Hyperparameter Tuning
Scikit-learn Basics
3 min read
Published Nov 17 2025, updated Nov 19 2025
Guide Sections
Guide Comments
Every machine learning model in Scikit-learn has hyperparameters, configuration settings chosen before training.
They control the model’s structure or learning behavior (e.g., tree depth, regularisation strength, number of neighbours).
Unlike learned parameters (like weights or coefficients), hyperparameters are not learned from data.
Choosing them well can dramatically improve performance — and choosing them poorly can cause overfitting or underfitting.
Scikit-learn provides systematic, automated ways to search for optimal hyperparameter values:
- Grid Search (exhaustive search across predefined values)
- Randomised Search (sampling from parameter distributions)
- Bayesian Optimisation (via external libraries like Optuna — optional)
Parameters vs Hyperparameters
Type | Example | Set When | Learned By |
Model Parameter | Regression coefficients ( | During | The model |
Hyperparameter |
| Before training | You (via tuning) |
Example:
Here, max_depth and min_samples_split are hyperparameters that control model complexity.
Why Tune Hyperparameters?
Proper tuning ensures that:
- The model generalises better to unseen data
- Performance is optimised without overfitting
- You find the right bias-variance balance
Example:
A RandomForest with too few trees might underfit; too many could overfit or waste resources.
Hyperparameter tuning helps find the sweet spot.
Manual Search (Baseline Approach)
You can start by manually trying a few configurations and comparing validation scores:
Output:
This simple process can guide your initial hyperparameter ranges for grid or randomised search.
Grid Search (Exhaustive Search)
Grid Search evaluates every combination of parameter values across a specified grid. It’s thorough but can be slow on large grids.
Example: GridSearchCV
Output:
Notes:
cv=5→ 5-fold cross-validation.scoring='accuracy'can be replaced with any metric (f1,roc_auc,r2, etc.).n_jobs=-1uses all CPU cores for parallel computation.
After finding the best model:
Randomised Search (Efficient Sampling)
When the parameter space is large, RandomizedSearchCV samples random combinations instead of trying all possible ones.
This often finds good results faster and works well for large models (e.g., gradient boosting).
Example:
Output:
Notes:
n_itercontrols how many random samples to test.- You can pass distributions (
scipy.stats.randint,uniform) for continuous ranges. - Randomised search is ideal when grid search is too expensive.
Nested Cross-Validation (Advanced)
When hyperparameter tuning is part of model selection, nested cross-validation provides an unbiased estimate of generalisation.
It runs an inner loop for tuning and an outer loop for evaluation:
Output:
Why nested CV?
It avoids data leakage between tuning and validation by ensuring the outer test folds never influence hyperparameter choices.
Custom Scoring Functions
You can customise evaluation metrics for tuning by using make_scorer.
Example (optimise F1-score for binary classification):
Scikit-learn also provides built-in scoring names:
You’ll see metrics like 'accuracy', 'roc_auc', 'neg_mean_squared_error', etc.
Practical Tips for Efficient Tuning
- Start simple - Begin with a few important hyperparameters; expand only if needed.
- Use Randomised Search for large grids - Often finds comparable results much faster.
- Parallelise - Set
n_jobs=-1to use all available cores. - Use cross-validation - Ensures your tuning isn’t biased by a lucky train/test split.
- Cache results (optional) - Use
joblibto store models during search, especially for large datasets. - Monitor runtime - Some models (e.g., SVMs, gradient boosting) scale poorly with very large parameter grids.
Example: Full Tuning Workflow
Output:
When and How to Stop Tuning
- If tuning multiple algorithms, use a coarse search first to identify strong candidates.
- Once the best model type is known, refine with tighter parameter ranges.
- Avoid re-tuning endlessly, use validation performance as your stopping point.
- Keep test data fully unseen until final confirmation.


◆ **What you should do**: Your answer should be exactly the lines from the one that contains "The height and width of the screenshot is (656, 1196)." through the final line of the entries below, and nothing else.
>>
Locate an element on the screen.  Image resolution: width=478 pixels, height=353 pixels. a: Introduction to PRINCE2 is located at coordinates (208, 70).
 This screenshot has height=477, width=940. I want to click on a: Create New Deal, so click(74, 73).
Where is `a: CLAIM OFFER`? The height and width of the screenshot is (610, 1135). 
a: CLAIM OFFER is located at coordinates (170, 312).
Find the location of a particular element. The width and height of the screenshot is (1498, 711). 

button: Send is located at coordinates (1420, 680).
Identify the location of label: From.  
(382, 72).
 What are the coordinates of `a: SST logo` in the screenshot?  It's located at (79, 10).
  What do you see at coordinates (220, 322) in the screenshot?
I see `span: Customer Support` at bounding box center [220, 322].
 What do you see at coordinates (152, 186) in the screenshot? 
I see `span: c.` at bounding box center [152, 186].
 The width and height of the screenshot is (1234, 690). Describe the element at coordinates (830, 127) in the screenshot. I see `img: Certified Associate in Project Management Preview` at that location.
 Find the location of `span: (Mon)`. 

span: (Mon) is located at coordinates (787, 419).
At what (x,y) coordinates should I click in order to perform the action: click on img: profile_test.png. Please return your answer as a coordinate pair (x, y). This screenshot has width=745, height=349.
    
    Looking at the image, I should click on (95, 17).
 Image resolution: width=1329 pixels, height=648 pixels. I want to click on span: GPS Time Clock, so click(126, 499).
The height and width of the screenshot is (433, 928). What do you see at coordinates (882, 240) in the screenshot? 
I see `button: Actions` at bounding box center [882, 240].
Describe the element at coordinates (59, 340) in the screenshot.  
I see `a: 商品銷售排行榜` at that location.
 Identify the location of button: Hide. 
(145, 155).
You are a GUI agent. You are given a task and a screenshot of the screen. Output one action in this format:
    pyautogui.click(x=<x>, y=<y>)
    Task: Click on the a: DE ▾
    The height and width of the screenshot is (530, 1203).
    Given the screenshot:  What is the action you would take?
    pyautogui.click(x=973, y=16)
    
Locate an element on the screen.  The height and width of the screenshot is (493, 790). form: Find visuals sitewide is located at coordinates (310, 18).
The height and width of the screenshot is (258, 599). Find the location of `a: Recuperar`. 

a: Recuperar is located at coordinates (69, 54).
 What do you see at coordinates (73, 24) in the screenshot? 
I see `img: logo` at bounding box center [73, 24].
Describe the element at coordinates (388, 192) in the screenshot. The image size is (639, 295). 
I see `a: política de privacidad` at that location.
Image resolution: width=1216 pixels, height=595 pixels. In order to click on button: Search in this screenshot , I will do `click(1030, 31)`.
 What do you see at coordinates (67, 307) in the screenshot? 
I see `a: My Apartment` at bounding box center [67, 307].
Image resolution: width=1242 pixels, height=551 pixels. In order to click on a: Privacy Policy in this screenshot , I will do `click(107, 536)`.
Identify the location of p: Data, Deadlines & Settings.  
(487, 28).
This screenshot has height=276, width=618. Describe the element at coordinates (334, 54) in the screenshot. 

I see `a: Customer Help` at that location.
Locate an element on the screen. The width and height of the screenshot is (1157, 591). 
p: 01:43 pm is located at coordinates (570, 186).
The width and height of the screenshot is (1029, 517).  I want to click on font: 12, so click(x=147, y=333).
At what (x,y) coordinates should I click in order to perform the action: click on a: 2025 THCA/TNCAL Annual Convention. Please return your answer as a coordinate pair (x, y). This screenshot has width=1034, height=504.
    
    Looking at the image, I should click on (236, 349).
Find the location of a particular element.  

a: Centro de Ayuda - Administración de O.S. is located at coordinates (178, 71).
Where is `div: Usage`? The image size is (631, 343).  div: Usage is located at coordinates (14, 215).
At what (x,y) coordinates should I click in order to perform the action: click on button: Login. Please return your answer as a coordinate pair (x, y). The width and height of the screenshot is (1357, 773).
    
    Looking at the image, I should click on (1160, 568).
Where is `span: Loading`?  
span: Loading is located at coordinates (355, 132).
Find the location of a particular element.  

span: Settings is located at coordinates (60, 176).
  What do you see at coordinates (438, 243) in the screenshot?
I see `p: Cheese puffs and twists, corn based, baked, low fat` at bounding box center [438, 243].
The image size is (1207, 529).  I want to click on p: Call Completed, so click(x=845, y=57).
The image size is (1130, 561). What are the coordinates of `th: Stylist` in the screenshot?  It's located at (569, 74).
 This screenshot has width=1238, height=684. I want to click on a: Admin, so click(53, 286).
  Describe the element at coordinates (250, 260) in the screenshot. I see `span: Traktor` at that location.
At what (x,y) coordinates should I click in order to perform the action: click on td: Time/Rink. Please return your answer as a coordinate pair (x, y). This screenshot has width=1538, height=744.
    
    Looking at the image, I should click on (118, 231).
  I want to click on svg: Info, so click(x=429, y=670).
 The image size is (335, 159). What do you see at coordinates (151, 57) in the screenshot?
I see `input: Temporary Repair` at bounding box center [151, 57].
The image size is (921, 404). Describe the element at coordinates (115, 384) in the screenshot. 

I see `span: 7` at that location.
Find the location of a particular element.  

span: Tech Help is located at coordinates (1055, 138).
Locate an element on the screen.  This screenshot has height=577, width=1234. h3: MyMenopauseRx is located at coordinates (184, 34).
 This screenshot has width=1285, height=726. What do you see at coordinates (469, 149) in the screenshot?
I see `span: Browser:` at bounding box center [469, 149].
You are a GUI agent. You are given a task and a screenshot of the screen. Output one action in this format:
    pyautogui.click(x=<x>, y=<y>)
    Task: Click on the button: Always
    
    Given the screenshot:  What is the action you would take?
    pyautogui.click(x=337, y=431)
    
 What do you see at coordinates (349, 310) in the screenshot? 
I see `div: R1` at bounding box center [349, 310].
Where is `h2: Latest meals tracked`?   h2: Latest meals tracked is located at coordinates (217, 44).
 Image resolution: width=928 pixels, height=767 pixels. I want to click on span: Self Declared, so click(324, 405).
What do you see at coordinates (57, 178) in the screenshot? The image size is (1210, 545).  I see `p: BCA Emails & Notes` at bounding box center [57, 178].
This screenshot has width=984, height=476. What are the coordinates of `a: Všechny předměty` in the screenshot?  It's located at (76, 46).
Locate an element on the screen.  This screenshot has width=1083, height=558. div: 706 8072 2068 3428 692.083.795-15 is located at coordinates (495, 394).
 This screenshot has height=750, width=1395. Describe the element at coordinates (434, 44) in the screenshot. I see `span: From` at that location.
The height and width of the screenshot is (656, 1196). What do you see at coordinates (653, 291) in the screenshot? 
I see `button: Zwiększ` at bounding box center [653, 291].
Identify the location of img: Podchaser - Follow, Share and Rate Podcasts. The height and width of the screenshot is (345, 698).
<<
◆ **Reply**:
The height and width of the screenshot is (656, 1196). What do you see at coordinates (653, 291) in the screenshot? 
I see `button: Zwiększ` at bounding box center [653, 291].
Identify the location of img: Podchaser - Follow, Share and Rate Podcasts. The height and width of the screenshot is (345, 698).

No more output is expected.